Bay area commuters may be "shrugging off the threat", but Ken, who works on Treasure Island these days, has been told to bring extra food to work in case they get stranded on the island.
my office is right next to the Bay Bridge and helicopters flew overhead all day.
kinda nervewracking.
But it may be that my current reading material is making me, um, nervous.
Actually, I finished it this evening- "Chienne de Guerre," by Anne Nivat, a French journalist (Moscow correspondent for Liberation). She disguised herself as a Chechen woman (aided by many people and the fact that she speaks fluent Russian) and traveled through Chechnya for 6 months.

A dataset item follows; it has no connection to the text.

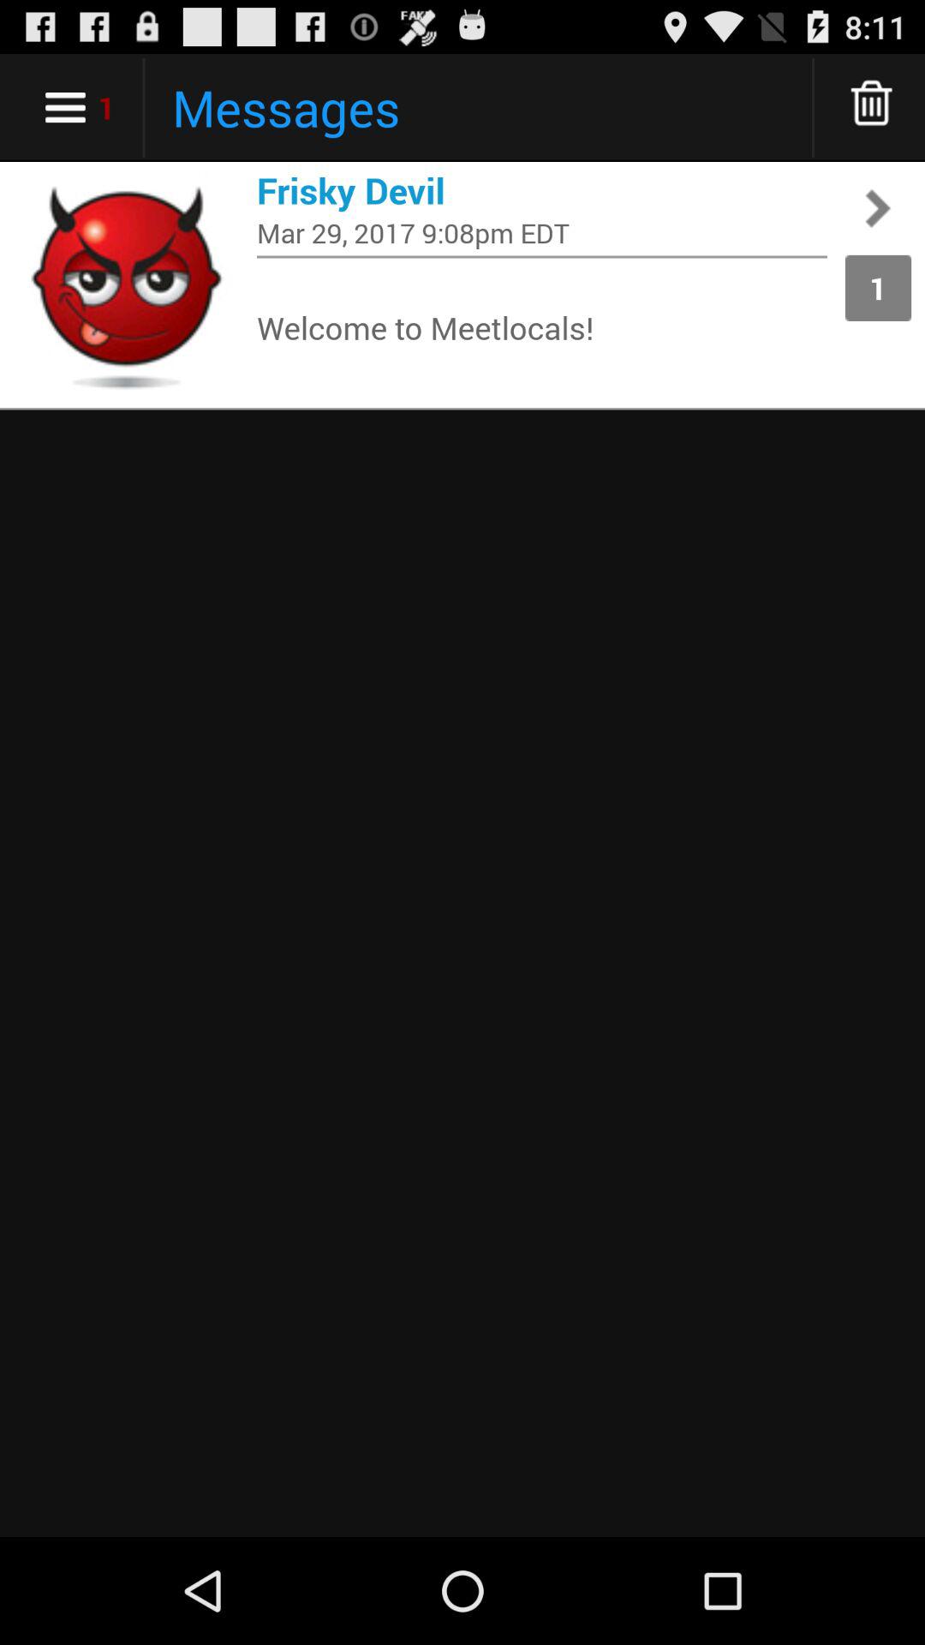 The width and height of the screenshot is (925, 1645). What do you see at coordinates (542, 327) in the screenshot?
I see `press app to the left of 1 app` at bounding box center [542, 327].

She finally was arrested by the Russians (she went completely undetected for six months, even through hundreds of Russian checkpoints) and deported back to Moscow.
I can't even begin to describe the horror.

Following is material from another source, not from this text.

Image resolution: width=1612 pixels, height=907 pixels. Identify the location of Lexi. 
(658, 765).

perhaps I'm overly sensitive.
maybe I'm just tired.
but I cried this morning, reading on the bus on the way to work.
At lunch I forgot to breathe while I read the chapter in which she describes being in a house in a village that's bombarded for over four hours.
"The bombardment is horrific. The windowpanes are blown to smithereens. Burning bits of steel tear through the air. The walls tremble. The doors fly open of their own accord. During the attack, Iakha goes imperturbably about her household tasks, sweeping up the splintered window glass, putting the kettle on for tea. Her grandmother is lying against the wall in an adjoining room. I know that the old woman is a little deaf, but she can't fail to hear what is happening around us. During a moment's pause, she shouts out suddenly, in a hoarse, tense voice, 'Is there anyone still alive?'"

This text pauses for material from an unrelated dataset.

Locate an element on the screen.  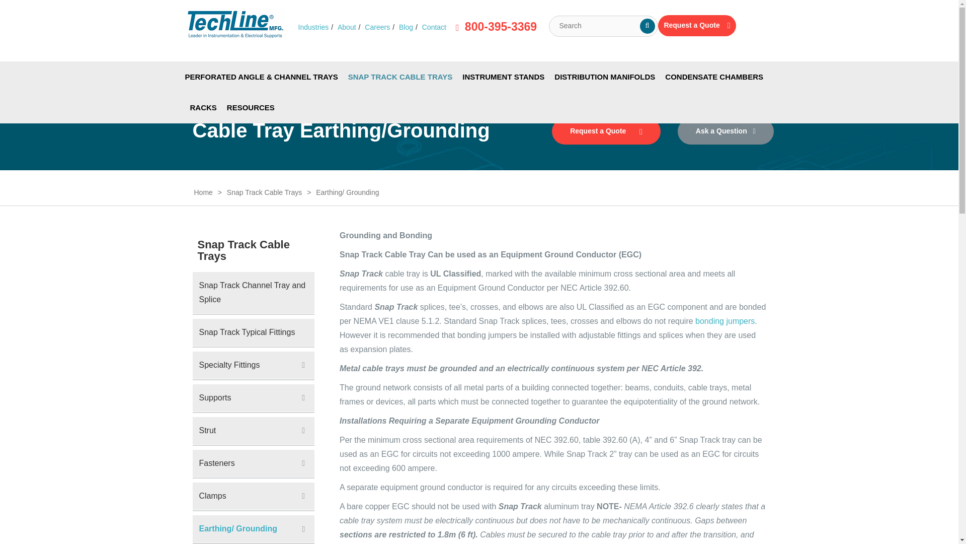
Snap Track Cable Trays is located at coordinates (401, 77).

When they all emerge afterward every house around them has been flattened.
It's unbelievable, all of it.
here you may read a short interview.
To listen to a longer interview with Nivat by Terry Gross, go to the site for Fresh Air and select April 9th, 2001 (or do a search for Anne Nivat on the archives page).
I've been feeling so incredibly numb about the bombing of Afghanistan- the American media tells me nothing, nothing.
I feel constantly disoriented. I think maybe this book, and the book about Fred Cuny, have given me an extremely helpful perspective about war, about wars like these-
big nation pummels tiny, impoverished nation in the name of fighting terrorism, then distorts the truth and feeds the folks back home a bunch of bullshit.
of course, now I feel I have some perspective, but I'm also totally disturbed.
and I'm possibly more confused than I was before.